The body and social theory / Chris Shilling.
Publisher: London : SAGE Publications, 2003Edition: 2nd edDescription: x, 238 p. iil.; 24 cm001: 8268ISBN: 0761942858Subject(s): Body, Human | Culture | SocietyDDC classification: 306.4 SHIItem type | Current library | Collection | Call number | Copy number | Status | Date due | Barcode | |
---|---|---|---|---|---|---|---|---|
Book | MAIN LIBRARY Book | 306.4 SHI (Browse shelf(Opens below)) | 1 | Checked out | 31/05/2022 | 063804 |
Enhanced descriptions from Syndetics:
This new, updated edition of the bestselling text retains all the strengths of the first edition whilst: providing a critical survey of the field that is unrivalled in its accuracy and clarity; demonstrating how developments in diet, sexuality, reproductive technology, genetic engineering and sports science have made the body a site for social alternatives and individual choices; and elucidating the practical uses of theory in striking and accessible ways.
Includes index
Includes bibliographical references p. 212-230
Table of contents provided by Syndetics
- Introduction
- The Body in Sociology
- The Naturalistic Body
- The Socially Constructed Body
- The Body and Social Inequalities
- The Body and Physical Capital
- The Civilized Body
- The Body, Self-Identity and Death
- Concluding Comments
Reviews provided by Syndetics
CHOICE Review
Schilling's book provides a comprehensive review of theories of the body and society, with particular attention to naturalistic, social constructionist, and feminist approaches. Among the many goals of this book, one of the most central is to examine the ways in which sociologists and cultural theorists, despite claims to the contrary, have overlooked the body and focused instead on the mind. In effect, many of these writers have ignored the corporeality of human existence. The absence of an adequate theory of the body, then, exists alongside the body's reconceptualization in high modernity, during which time the body has come to be seen as both potentially limitless in its capacity for change and utterly vulnerable because of the current AIDS epidemic. Schilling also examines the means through which the body both contributes to and is constructed by social inequalities; explores the ways in which the body is an ongoing project, formed from both biology and society; and points to the importance of building a theory of death in the modern age. Essential to any collection of work on the body, health and illness, or social theory. Advanced undergraduates and above.There are no comments on this title.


### Assignment
The answer must consist of every line from the entries below that contains the word "will".

### Source information
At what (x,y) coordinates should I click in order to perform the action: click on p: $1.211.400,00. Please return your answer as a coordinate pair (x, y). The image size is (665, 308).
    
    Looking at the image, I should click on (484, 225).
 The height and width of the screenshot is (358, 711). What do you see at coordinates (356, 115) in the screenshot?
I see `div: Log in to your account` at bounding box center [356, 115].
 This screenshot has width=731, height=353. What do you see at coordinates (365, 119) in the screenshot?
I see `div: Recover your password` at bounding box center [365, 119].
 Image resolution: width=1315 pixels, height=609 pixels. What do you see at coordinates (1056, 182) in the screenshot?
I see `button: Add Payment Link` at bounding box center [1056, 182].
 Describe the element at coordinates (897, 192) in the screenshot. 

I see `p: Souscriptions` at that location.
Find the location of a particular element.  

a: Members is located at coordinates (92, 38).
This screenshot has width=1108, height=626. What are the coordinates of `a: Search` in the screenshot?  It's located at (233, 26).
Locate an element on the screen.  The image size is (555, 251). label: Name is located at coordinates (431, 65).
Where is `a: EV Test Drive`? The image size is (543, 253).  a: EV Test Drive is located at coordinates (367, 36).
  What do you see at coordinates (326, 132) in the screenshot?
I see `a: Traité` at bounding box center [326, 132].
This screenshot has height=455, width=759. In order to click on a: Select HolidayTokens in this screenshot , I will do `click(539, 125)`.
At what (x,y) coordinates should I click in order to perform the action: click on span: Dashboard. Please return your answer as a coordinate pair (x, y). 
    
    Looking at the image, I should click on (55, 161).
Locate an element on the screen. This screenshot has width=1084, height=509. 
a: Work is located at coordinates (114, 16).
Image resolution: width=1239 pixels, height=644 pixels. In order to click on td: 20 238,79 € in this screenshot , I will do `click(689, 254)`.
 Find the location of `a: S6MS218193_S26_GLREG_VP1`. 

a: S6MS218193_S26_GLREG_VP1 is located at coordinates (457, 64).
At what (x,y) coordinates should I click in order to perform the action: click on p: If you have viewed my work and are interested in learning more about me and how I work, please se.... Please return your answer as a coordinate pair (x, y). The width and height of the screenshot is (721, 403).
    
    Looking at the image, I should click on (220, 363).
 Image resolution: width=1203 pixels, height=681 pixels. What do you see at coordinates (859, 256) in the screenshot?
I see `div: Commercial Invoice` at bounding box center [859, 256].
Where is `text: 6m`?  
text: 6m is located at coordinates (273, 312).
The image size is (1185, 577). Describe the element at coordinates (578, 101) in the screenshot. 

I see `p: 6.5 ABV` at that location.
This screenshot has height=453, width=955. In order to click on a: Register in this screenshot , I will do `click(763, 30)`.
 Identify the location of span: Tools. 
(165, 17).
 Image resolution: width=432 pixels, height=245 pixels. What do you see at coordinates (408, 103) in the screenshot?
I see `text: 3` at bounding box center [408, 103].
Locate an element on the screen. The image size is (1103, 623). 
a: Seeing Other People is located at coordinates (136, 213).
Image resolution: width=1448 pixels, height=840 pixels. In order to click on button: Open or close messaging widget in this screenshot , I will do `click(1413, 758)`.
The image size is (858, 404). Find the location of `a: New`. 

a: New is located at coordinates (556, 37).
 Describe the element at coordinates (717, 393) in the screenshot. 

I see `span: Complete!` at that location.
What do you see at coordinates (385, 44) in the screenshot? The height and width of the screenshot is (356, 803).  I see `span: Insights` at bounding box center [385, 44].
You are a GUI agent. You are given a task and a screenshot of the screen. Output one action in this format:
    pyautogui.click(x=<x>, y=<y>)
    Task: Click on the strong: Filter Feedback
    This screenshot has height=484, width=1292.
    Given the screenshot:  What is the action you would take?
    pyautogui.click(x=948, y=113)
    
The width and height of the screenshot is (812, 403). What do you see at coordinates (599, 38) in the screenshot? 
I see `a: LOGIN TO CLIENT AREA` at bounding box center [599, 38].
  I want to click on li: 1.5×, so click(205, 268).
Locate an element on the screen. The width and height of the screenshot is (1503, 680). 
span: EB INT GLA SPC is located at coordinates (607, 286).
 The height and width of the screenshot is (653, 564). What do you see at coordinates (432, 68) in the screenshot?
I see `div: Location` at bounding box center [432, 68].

### Answer section
This screenshot has height=455, width=759. In order to click on a: Select HolidayTokens in this screenshot , I will do `click(539, 125)`.
Image resolution: width=1239 pixels, height=644 pixels. In order to click on td: 20 238,79 € in this screenshot , I will do `click(689, 254)`.
This screenshot has height=453, width=955. In order to click on a: Register in this screenshot , I will do `click(763, 30)`.
Image resolution: width=1448 pixels, height=840 pixels. In order to click on button: Open or close messaging widget in this screenshot , I will do `click(1413, 758)`.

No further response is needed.